ThePortakal
ThePortakal

Reputation: 239

Scikit-learn FunctionTransformer in a train-test setting

Given two arrays x_train and x_test, I want to create a custom sklearn transformer that during fitting, it should learn which columns should be transformed. In particular, I want to log-transform the columns which are right-skewed (skewness > 1).

Here is an example:

import pandas as pd
x_train = pd.DataFrame([[1,5],[1,4],[1,5],[1,4],[3,6],[4,5]])
x_test = pd.DataFrame([[1,4],[2,4],[5,4],[6,4],[10,8],[7,12]])

print(x_train.skew())
print(x_test.skew())

So, ideally, the transformer should transform only the column 0, but not column 1, for both x_train and x_test. I tried this:

import numpy as np
from sklearn.preprocessing import FunctionTransformer

def log_skewed(df): #function that log-transforms skewed columns
    skewness = df.skew()
    for i,s in enumerate(skewness):
        if s>1:
            df[i] = np.log(df[i])
    return df
            
transformer = FunctionTransformer(log_skewed)
transformer.fit(x_train)
x_train_new = transformer.transform(x_train)
x_test_new = transformer.transform(x_test)

The problem is that:

This transformation transforms different columns of x_train and x_test.

How can I "teach" to the transformer, during fitting, which columns will we transformed?

Upvotes: 1

Views: 581

Answers (2)

Ben Reiniger
Ben Reiniger

Reputation: 12602

Another approach uses the callable option of the column specification in ColumnTransformer. At fit time, the callable checks for skewed columns, and saves the output to determine which columns to apply the log to at transform time.

def skew_identifier(X):
    return X.skew() > 1

tfmr = ColumnTransformer(
    transformers=[
        ('log', FunctionTransformer(np.log), skew_identifier)
    ],
    remainder='passthrough',
)

As in afsharov's answer, this assumes pandas as input, but only for .skew() to work. To work on numpy arrays, you could use scipy.stats.skew instead.
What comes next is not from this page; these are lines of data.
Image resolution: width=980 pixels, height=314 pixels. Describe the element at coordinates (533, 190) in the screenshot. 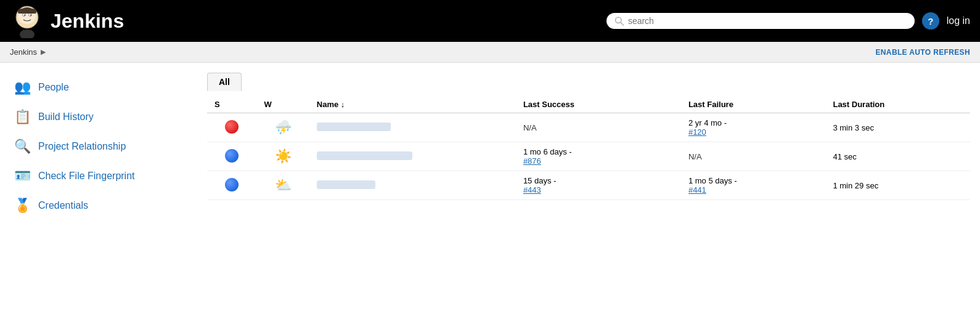

I see `last-success-link-3: #443` at that location.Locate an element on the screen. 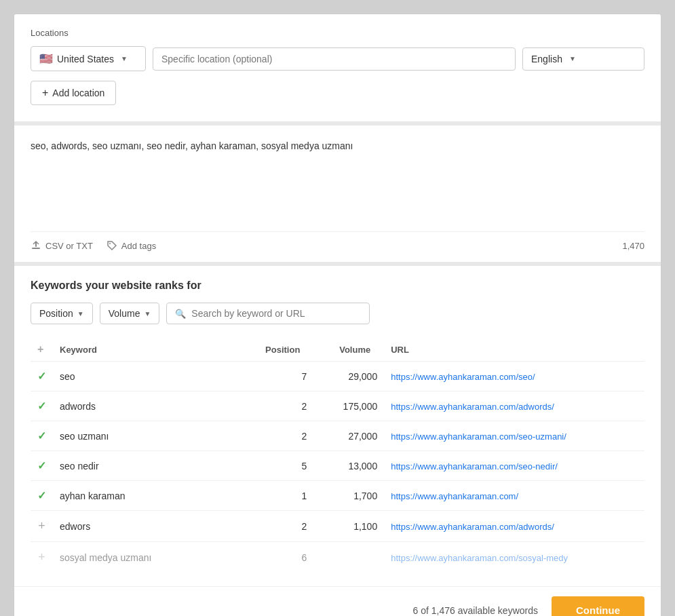 The image size is (675, 616). url-link: https://www.ayhankaraman.com/seo-nedir/ is located at coordinates (474, 467).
You can inspect which columns got identified as skewed as tfmr.transformers_[0][2] (0'th transformer, 2 is the column specification). tfmr.transformers[0][2] contains the original callable. tfmr._columns could also be useful, but is private and so may change.

Upvotes: 1

afsharov
afsharov

Reputation: 5164

You should not use FunctionTransformer for this scenario since its fit() method merely checks the input X for the correct type and shape. In your example, you do not (and actually cannot) save the information which columns to transform when fitting the transformer to x_train.
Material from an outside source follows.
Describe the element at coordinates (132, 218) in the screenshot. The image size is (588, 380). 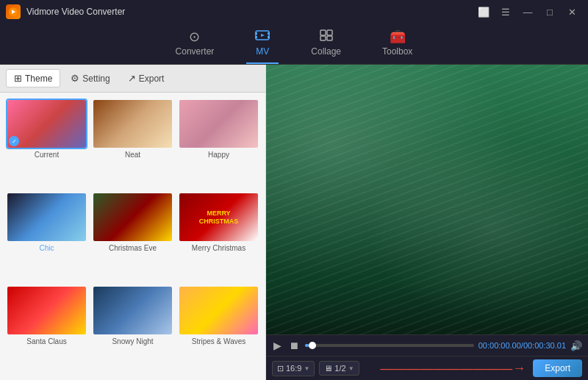
I see `theme-thumb-christmas-eve` at that location.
You have to define a custom transformer that does what you want. During fit, it should learn which columns are skewed. And when calling transform, it should transform the corresponding columns. A solution could look like this:

from sklearn.base import BaseEstimator, TransformerMixin
import numpy as np


class SkewnessTransformer(BaseEstimator, TransformerMixin):

    def __init__(self):
        self._columns = None

    @property
    def columns_(self):
        if self._columns is None:
            raise Exception('SkewnessTransformer has not been fitted yet')
        return self._columns

    def fit(self, X, y=None):
        skewness = X.skew()
        self._columns = skewness.loc[skewness > 1].index.values
        return self

    def transform(self, X, y=None):
        X[self.columns_] = np.log(X[self.columns_])
        return X

For your data, you can then use it like this:

x_train = pd.DataFrame([[1,5],[1,4],[1,5],[1,4],[3,6],[4,5]])
x_test = pd.DataFrame([[1,4],[2,4],[5,4],[6,4],[10,8],[7,12]])

skt = SkewnessTransformer()

print(skt.fit_transform(x_train))
# output
          0  1
0  0.000000  5
1  0.000000  4
2  0.000000  5
3  0.000000  4
4  1.098612  6
5  1.386294  5

print(skt.transform(x_test))
# output
          0   1
0  0.000000   4
1  0.693147   4
2  1.609438   4
3  1.791759   4
4  2.302585   8
5  1.945910  12

print(skt.columns_)
# output: [0]

There are however some constraints to this solution:

  • the transformer expects a pandas DataFrame as input
  • it expects the column names in the index of the output of skew()
  • once fitted, the inputs must have the same column names
  • the transformer only checks for skewness > 1 (this was but according to your example)

If any of these are undesirable, the solution needs to be modified accordingly.